“Heading Toward Lockout”: Sophie Cunningham Exposes the “Dumb” Reality That Could Kill the 2026 WNBA Season

In the world of professional sports, silence is usually a sign that negotiations are tough. But when a player goes on a podcast and starts throwing around words like “dumb” and “lockout,” silence turns into a siren.

That is exactly what happened this week when Phoenix Mercury guard Sophie Cunningham appeared on a podcast and dropped a bomb that has WNBA fans holding their breath. In a moment of unguarded honesty, Cunningham didn’t just hint at trouble; she confirmed it.

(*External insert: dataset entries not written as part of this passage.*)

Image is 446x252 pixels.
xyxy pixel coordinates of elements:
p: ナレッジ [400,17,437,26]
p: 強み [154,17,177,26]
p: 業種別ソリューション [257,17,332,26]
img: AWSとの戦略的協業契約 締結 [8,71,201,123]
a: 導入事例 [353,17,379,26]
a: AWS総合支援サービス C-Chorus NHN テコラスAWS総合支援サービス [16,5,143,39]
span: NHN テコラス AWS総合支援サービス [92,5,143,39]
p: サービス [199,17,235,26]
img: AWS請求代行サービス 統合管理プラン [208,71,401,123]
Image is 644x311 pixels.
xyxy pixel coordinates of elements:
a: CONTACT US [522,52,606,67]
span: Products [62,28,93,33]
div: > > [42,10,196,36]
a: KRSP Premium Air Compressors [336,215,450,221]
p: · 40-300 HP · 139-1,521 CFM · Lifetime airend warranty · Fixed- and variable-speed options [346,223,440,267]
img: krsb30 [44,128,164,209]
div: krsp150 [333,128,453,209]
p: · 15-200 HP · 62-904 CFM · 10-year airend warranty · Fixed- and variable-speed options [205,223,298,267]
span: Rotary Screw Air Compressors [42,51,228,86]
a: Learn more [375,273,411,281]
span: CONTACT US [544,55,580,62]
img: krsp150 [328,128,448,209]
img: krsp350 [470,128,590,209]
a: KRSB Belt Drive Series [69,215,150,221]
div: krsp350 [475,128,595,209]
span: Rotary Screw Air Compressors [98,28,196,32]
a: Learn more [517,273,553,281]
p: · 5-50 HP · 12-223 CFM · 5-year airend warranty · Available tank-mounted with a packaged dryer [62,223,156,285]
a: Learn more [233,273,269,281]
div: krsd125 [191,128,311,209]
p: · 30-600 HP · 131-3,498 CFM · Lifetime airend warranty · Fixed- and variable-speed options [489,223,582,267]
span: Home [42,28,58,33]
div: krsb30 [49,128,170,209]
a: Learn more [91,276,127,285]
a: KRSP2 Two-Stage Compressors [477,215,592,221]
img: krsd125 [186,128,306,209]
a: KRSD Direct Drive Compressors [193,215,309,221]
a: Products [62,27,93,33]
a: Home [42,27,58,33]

“Our CBA is so dumb right now that like it’s heading towards lockout,” Cunningham said. “So no progress, no like just nothing honestly nothing. We get like weekly emails from the PA side of things and it’s just like it’s just so dumb dumb dumb dumb.”

The Insider’s Warning

Sophie Cunningham is not a fringe rookie looking for attention. She is a respected veteran, a key rotation player, and someone who generally measures her words. For her to be this blunt signals that the situation behind closed doors is far worse than the sanitized press releases suggest.

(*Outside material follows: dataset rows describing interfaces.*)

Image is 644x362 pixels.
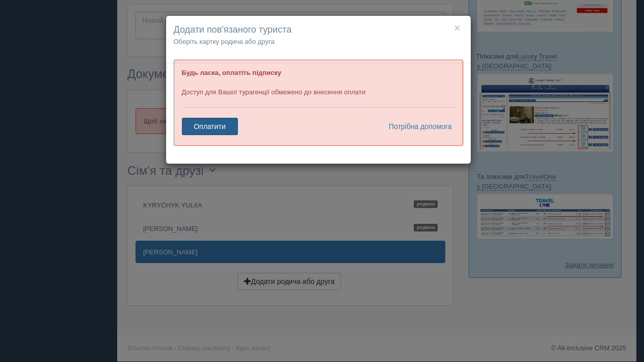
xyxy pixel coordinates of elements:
[182,69,281,76] b: Будь ласка, оплатіть підписку
[174,59,463,145] div: Доступ для Вашої турагенції обмежено до внесення оплати
[382,118,453,135] a: Потрібна допомога
[174,24,463,36] h4: Додати пов'язаного туриста
[174,36,463,47] p: Оберіть картку родича або друга
[454,22,460,33] button: ×
[182,118,238,135] a: Оплатити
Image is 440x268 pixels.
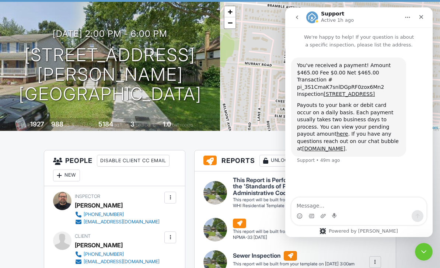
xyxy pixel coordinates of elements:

Her comments reveal a terrifying reality: The WNBA calendar is broken. By now, free agency should be in full swing. The expansion draft for the new Portland and Toronto franchises should have already happened. Teams like the Indiana Fever and Phoenix Mercury should be building their rosters to compete for a championship.

Instead, everything is frozen. The league and the Players Association (WNBPA) are stuck in a game of high-stakes chicken, and the clock is ticking toward a deadline that could wipe out the entire 2026 season.

The “Gross vs. Net” Canyon

At the heart of this “dumb” stalemate is a fundamental disagreement on math. The players, emboldened by a year of record-breaking revenue driven largely by the “Caitlin Clark Effect,” submitted a proposal demanding 30% of gross revenue. That means they want a cut of every dollar that comes in the door, before expenses.

The owners, on the other hand, are offering roughly 70% of net revenue. That means they want to pay the bills first—arena costs, travel, marketing—and then share what’s left. In a league that has historically lost money for 27 of its 28 seasons, the difference between “gross” and “net” is the difference between profit and bankruptcy.

This isn’t a small gap. It’s a canyon. And according to Cunningham, there is “no progress” in bridging it.

The March Deadline

Why is the panic setting in now? Because of the calendar. As the analysis points out, if a deal isn’t reached by March, the 2026 season moves from “delayed” to “catastrophic.”

The logistics are unforgiving. Team USA has international games scheduled for September. The WNBA season must finish before then. You cannot squeeze a full season into a window that starts in June or July without destroying player health with back-to-back games.

If the season is cancelled, the damage would be incalculable. Caitlin Clark, the superstar who brought millions of new eyes to the sport, would lose a year of her prime. The millions of casual fans who tuned in last year would likely drift away, perhaps permanently. The momentum that took three decades to build could evaporate in three months of greed and stubbornness.

The “Project B” Threat

Cunningham’s comments also highlighted another danger: the rise of alternative leagues. She noted that she was one of the few players in town because everyone else was playing in “Unrivaled,” the new 3-on-3 league paying massive salaries.

Then there is “Project B,” a new women’s basketball league scheduled to launch in November. While Caitlin Clark has said she won’t play in it, a cancelled WNBA season changes the calculus for everyone. If players aren’t getting WNBA paychecks, alternative leagues stop being “offseason fun” and start being “primary employers.”

If the WNBA locks out its players, it risks proving that the players don’t actually need the WNBA to make a living. That is an existential threat to the league’s monopoly on women’s professional basketball.

WNBA star Sophie Cunningham admits her new podcast might get her 'canceled  real fast' | The Independent

The Verdict

Sophie Cunningham called the situation “dumb,” and it’s hard to argue with her. The WNBA is coming off its most successful year in history. Sponsorships are up, attendance is up, and the world is watching. To blow this opportunity over a dispute about revenue sharing feels like a tragic self-inflicted wound.

The players deserve to be paid. The owners deserve a sustainable business model. But the fans—the ones buying the jerseys and the tickets—deserve a season. Right now, thanks to Sophie Cunningham’s honesty, we know that is the one thing that isn’t guaranteed.

The clock is ticking. The emails are empty. And the lockout is looming. As Cunningham said, it’s just dumb.